On Fri, Jan 7, 2022 at 8:27 AM Suman Anna s-anna@ti.com wrote:
Hi Rob,
On 1/6/22 9:19 PM, Rob Herring wrote:
'interrupt-parent' is never required as it can be in a parent node or a parent node itself can be an interrupt provider. Where exactly it lives is outside the scope of a binding schema.
Signed-off-by: Rob Herring robh@kernel.org
.../devicetree/bindings/gpio/toshiba,gpio-visconti.yaml | 1 - .../devicetree/bindings/mailbox/ti,omap-mailbox.yaml | 9 --------- Documentation/devicetree/bindings/mfd/cirrus,madera.yaml | 1 - .../devicetree/bindings/net/lantiq,etop-xway.yaml | 1 - .../devicetree/bindings/net/lantiq,xrx200-net.yaml | 1 - .../devicetree/bindings/pci/sifive,fu740-pcie.yaml | 1 - .../devicetree/bindings/pci/xilinx-versal-cpm.yaml | 1 - 7 files changed, 15 deletions(-)
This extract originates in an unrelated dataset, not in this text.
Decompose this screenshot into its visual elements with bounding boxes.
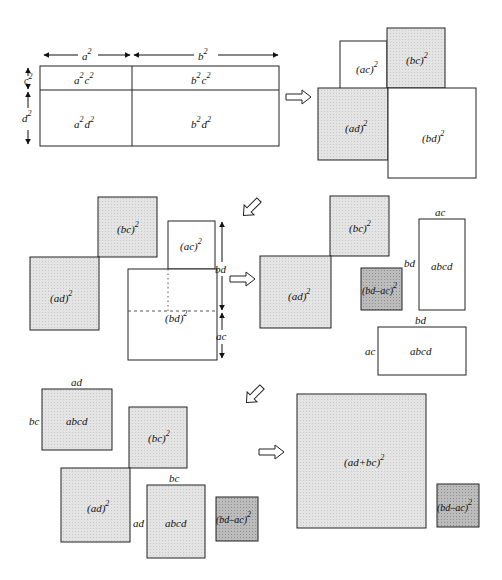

diff --git a/Documentation/devicetree/bindings/gpio/toshiba,gpio-visconti.yaml b/Documentation/devicetree/bindings/gpio/toshiba,gpio-visconti.yaml index 9ad470e01953..b085450b527f 100644 --- a/Documentation/devicetree/bindings/gpio/toshiba,gpio-visconti.yaml +++ b/Documentation/devicetree/bindings/gpio/toshiba,gpio-visconti.yaml @@ -43,7 +43,6 @@ required:
- gpio-controller
- interrupt-controller
- "#interrupt-cells"
- interrupt-parent
additionalProperties: false
diff --git a/Documentation/devicetree/bindings/mailbox/ti,omap-mailbox.yaml b/Documentation/devicetree/bindings/mailbox/ti,omap-mailbox.yaml index e864d798168d..d433e496ec6e 100644 --- a/Documentation/devicetree/bindings/mailbox/ti,omap-mailbox.yaml +++ b/Documentation/devicetree/bindings/mailbox/ti,omap-mailbox.yaml @@ -175,15 +175,6 @@ required:
- ti,mbox-num-fifos
allOf:
- if:
properties:
compatible:
enum:
- ti,am654-mailbox
- then:
required:
- interrupt-parent
There are multiple interrupt controllers on TI K3 devices, and we need this property to be defined _specifically_ to point to the relevant interrupt router parent node.
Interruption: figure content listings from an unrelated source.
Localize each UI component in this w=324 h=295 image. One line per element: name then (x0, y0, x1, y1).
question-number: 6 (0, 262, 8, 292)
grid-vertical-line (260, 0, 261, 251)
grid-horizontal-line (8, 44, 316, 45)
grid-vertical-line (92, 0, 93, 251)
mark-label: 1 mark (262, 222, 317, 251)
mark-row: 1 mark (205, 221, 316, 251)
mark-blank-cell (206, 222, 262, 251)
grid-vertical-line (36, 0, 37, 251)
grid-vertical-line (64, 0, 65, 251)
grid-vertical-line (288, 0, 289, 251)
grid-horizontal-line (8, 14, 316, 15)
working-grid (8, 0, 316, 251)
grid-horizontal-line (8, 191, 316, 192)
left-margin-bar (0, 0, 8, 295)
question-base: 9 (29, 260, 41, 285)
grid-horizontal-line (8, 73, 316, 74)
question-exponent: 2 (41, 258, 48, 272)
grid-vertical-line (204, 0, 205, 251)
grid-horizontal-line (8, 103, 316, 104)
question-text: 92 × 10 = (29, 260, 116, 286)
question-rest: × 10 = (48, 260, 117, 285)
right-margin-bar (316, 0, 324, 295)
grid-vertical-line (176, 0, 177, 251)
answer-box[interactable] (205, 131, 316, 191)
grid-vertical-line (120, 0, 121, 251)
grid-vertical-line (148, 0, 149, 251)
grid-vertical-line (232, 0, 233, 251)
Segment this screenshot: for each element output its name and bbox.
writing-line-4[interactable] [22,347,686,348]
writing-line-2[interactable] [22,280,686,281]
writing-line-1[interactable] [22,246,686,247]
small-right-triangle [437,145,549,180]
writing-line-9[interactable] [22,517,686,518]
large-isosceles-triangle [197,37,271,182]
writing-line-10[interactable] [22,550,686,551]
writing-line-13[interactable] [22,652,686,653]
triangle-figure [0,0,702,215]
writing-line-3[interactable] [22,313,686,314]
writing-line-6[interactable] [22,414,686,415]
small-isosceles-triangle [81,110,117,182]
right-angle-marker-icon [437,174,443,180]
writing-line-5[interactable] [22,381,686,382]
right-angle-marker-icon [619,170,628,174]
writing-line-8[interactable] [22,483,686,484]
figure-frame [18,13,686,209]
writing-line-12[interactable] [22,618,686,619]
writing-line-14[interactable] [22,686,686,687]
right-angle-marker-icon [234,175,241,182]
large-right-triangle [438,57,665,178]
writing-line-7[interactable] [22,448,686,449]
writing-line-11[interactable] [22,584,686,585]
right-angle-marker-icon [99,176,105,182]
While what you state in general is true, I cannot have a node not define this on K3 devices, and end up using the wrong interrupt parent (GIC interrupt-controller). That's why the conditional compatible check.
But you could.
The parent node can have a default interrupt-parent and child nodes can override that. It doesn't matter which one is the default though typically you would want the one used the most to be the default. Looking at your dts files, it looks like you all did the opposite. The only way that wouldn't work is if the parent node is if the parent node has its own 'interrupts' or you are just abusing 'interrupt-parent' where the standard parsing doesn't work.
You are also free to use 'interrupts-extended' anywhere 'interrupts' is used and then interrupt-parent being present is an error. How you structure all this is outside the scope of binding schemas which only need to define how many interrupts and what are they. Ensuring parents and cell sizes are correct is mostly done by dtc.